The word is not too far. The door is not too high. You do not have to be further along to begin.
For someone depleted, reading this on a day when faith feels like something that happens to other people—Moses’ final word to these desert wanderers is not a performance review. It is an invitation. Life is set before you. Not as a reward for the sufficiently faithful, but as a gift to be received, today, in whatever condition you are in.
Journaling/Prayer: What would it look like to “choose life” in one small, specific way today—not a grand spiritual commitment, but a single turn in God’s direction?
You are not being asked to solve the rest of your life today. The call before you is today’s turning. That is enough. Tomorrow Moses will say it again, and the day after, someone else will. What God asks of you right now is a single, imperfect, honest turning. He will hold the rest.
Summary
Deuteronomy 29–30 moves from diagnosis to promise. Chapter 29 tells the truth: Israel has seen everything and has not yet received the heart to perceive it. The secret things belong to God; the revealed things are enough to walk by. Chapter 30 announces the solution: when the people return—even from the farthest scattering—God himself will do surgery on the human heart. The circumcision of the heart is his work, not theirs. The love they have never been able to sustain, he promises to produce.
This is not merely an Old Testament hope. Many interpreters across church history have seen Deuteronomy 30 as anticipating the New Covenant—fulfilled in Christ, applied by the Spirit. Paul quotes from these verses in Romans 10 to explain how the gospel works: the word is near, in your mouth, in your heart. You do not have to go far to find it. You do not have to be whole to receive it.

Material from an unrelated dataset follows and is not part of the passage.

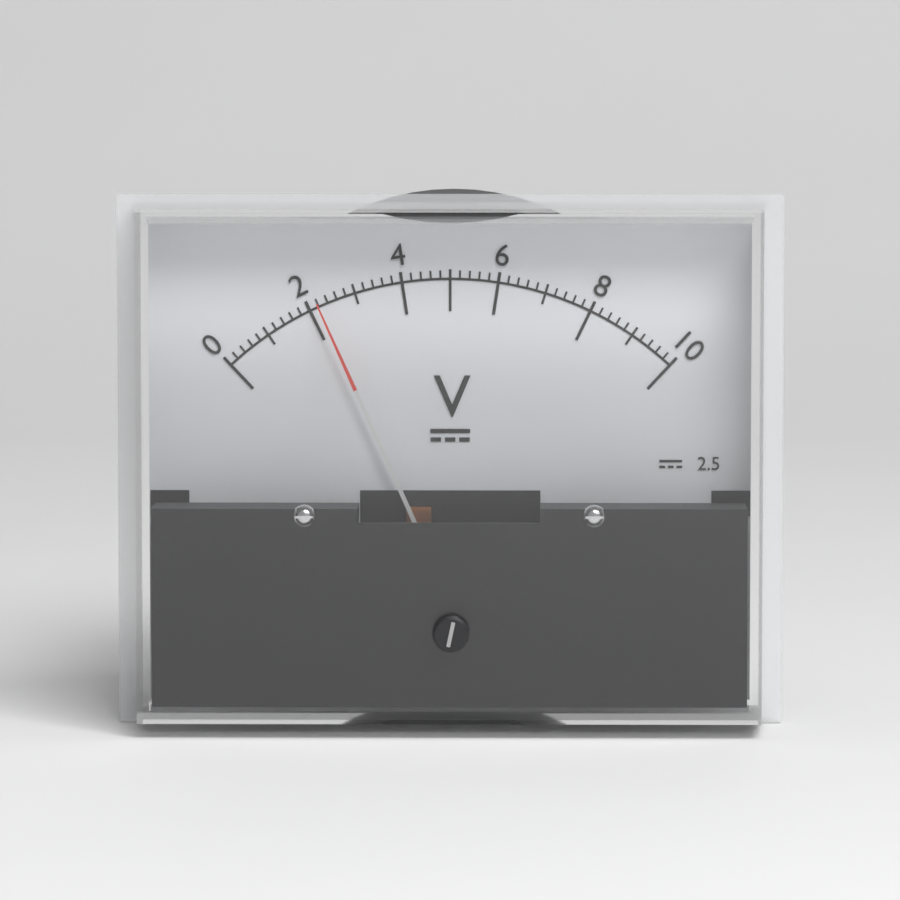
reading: 2.2 V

If you are in Christ, the circumcision of the heart is not a promise you are waiting for—it is a work already begun in you. What feels most resistant in you—the coldness, the doubt, the inability to feel what you know to be true—is not outside the reach of the One who makes hearts new. He is not finished.

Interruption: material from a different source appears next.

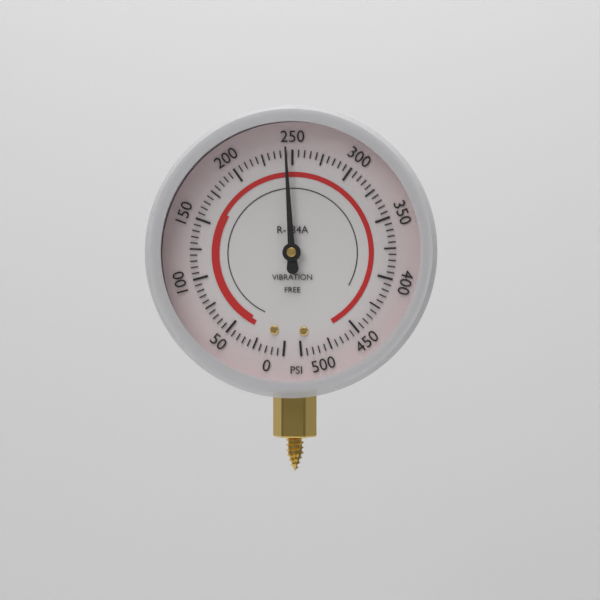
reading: 245 psi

Action / Attitude for Today
If the gap between who you want to be spiritually and who you actually are today feels permanent—bring that gap to God as the prayer. Tell him plainly: I cannot circumcise my own heart. I cannot make myself love you more. I am asking you to do what you promised. That is not a failure. That is Deuteronomy 30.

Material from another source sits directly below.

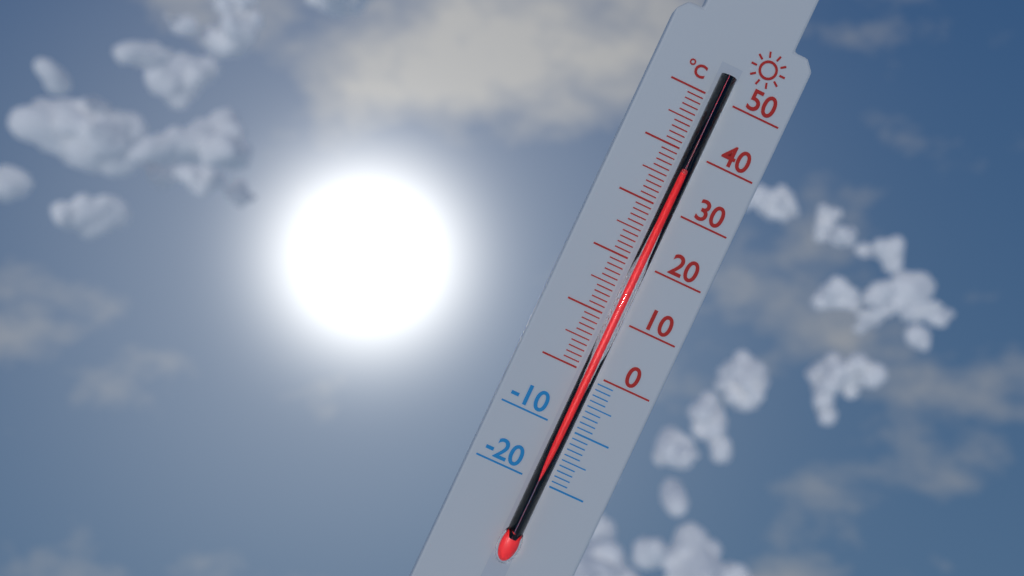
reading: 36 °C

If you can’t get to prayer today, take the one phrase that stayed with you from this passage. Write it on a scrap of paper. Put it somewhere you’ll see it. “The LORD your God will circumcise your heart.” Let that sentence be your prayer until you can form another one.
If you can’t reach either of those today—if this has all washed past you—then hold only this: the secret things belong to the LORD. Whatever is unanswered in your life, whatever is unexplained, whatever has no resolution yet—He knows. He is not confused. And you are still standing before Him, exactly where Moses told the water-drawers and woodcutters to stand: here, in the covenant, with no status or achievement required to stand there.
Say this prayer, as much of it as is true for you today: “Lord, I cannot produce what You’re asking for. I have seen Your faithfulness and still my heart does not always know what to do with it. I am not asking for more information. I am asking You to do the surgery You promised. Cut away whatever keeps me from You—even if I don’t know what it is. And hold the things I cannot understand. I trust that they are in Your hands, even when I cannot see them. Amen.”
The transformation you cannot accomplish is the transformation He has promised to complete.